I might be missing something, but I originally cloned my repo using http which I subsequently found to be a massive pain because every time I want to push project changes to GitHub I have to re-enter my username and password. So I removed the project from version control(Project -> Project Option -> Git/SVN -> Version Control System: none) and then tried to re-add version control hoping to use ssh but it will only allow you to go back to the original protocol you selected when creating the project in the first place.
The only way I have found to change protocol it is to delete the project and then create a new project from GitHub using the correct ssh parameters. I'd really like to be able to change projects version control protocol from http to ssh without deleting and re-cloning first.
Is this possible?
Check out git config and the whole configuration stuff. You can configure several remotes to make the "distributed" aspect of git work.

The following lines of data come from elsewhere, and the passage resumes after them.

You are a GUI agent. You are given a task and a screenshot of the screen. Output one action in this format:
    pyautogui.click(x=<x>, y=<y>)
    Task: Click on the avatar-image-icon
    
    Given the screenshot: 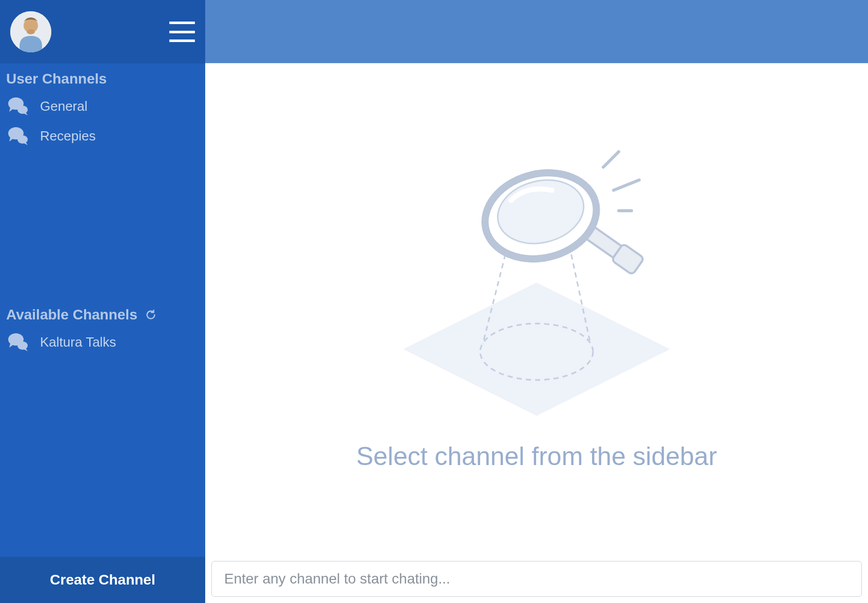 What is the action you would take?
    pyautogui.click(x=31, y=32)
    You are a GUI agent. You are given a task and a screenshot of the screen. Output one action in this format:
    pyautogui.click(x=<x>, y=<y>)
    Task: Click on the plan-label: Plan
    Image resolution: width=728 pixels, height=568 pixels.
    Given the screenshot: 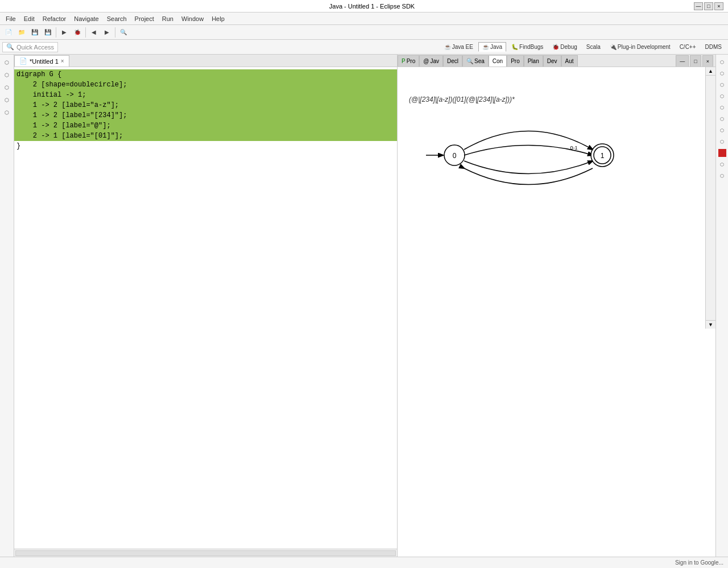 What is the action you would take?
    pyautogui.click(x=533, y=61)
    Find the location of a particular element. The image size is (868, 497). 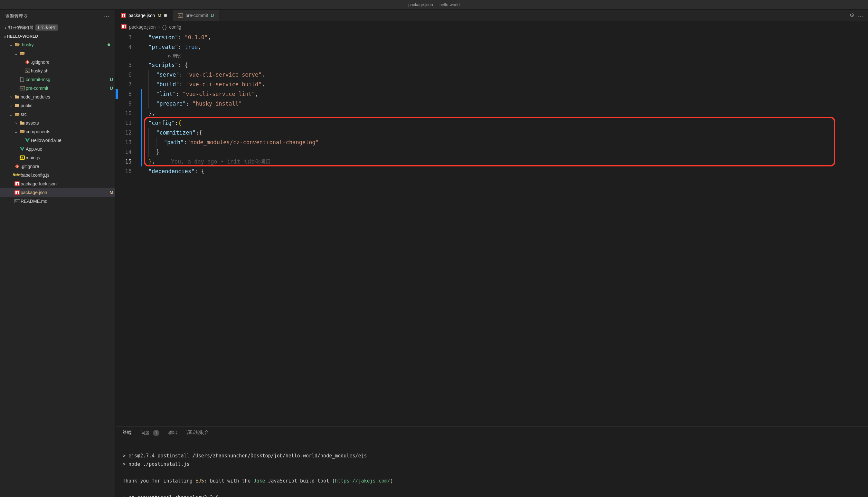

file-tree: ⌄.husky⌄_.gitignorehusky.shcommit-msgUpr… is located at coordinates (58, 269).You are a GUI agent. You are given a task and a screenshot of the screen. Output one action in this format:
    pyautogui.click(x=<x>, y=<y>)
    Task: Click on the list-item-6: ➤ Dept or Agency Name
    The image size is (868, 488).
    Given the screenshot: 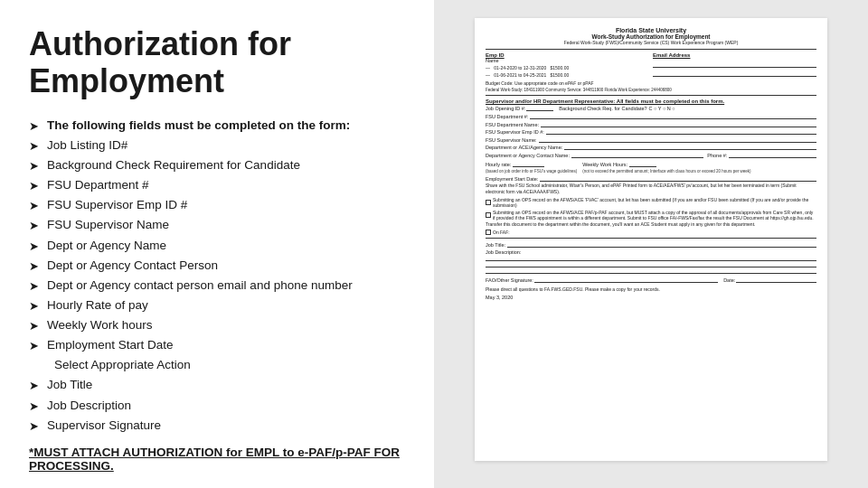 What is the action you would take?
    pyautogui.click(x=217, y=246)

You can try just copying the whole repository (or just .git/config, keep a copy!) and check what happens with your specific case when you change the configuration. It depends on lots of things that aren't under git's control, like firewall configurations en route, and the configuration on the other end.
I love github and RStudio for workflow. Recently, I've created a project template that makes directories and scripts etc. and would like to create locally and push to github.
In the past I created a repo for a project via https://github.com/ used version control in RStudio to create the local repo and then dump all files I already had there.
This seems wasteful of time. How can one to take the directory/repo that's already in RStudio with a .Rproj file and upload to github with out first creating the shell repo at https://github.com/?
I think this could save time in the workflow.
I thought I could just follow the directions -here- (under Adding version control to a project) to add version control but this doesn't allow me to push to github (nor should it because how does RStudio know which git site you want to push to).
The only way you could create a repository on github directly from your computer, without having to create it with their website first, would be to create a remote branch directly from git on your system. This is possible on some git installation, but not on Github.
However, Github provides an API that allows to create the repository from the command line, via a call to curl for example. You will find information on how to do it in this answer (not tested) :
curl -u 'USER:PASS' https://api.github.com/user/repos -d '{"name":"REPO"}'
git remote add origin git#github.com:USER/REPO.git
git push origin master
But I don't think you will be able to do it directly from RStudio : you will need to put your project under version control, and then to execute the three commands provided in the answer in a shell.
Have you seen hub?
hub create
git push -u origin master
will do the job for you, once hub is configured to access your GitHub account. If you want the project to be called different from the name of the parent directory, use
hub create projectname
The general usage is
hub create [NAME] [-p] [-d DESCRIPTION] [-h HOMEPAGE]
(-p -- private repository), and you can access many more GitHub features with this tool.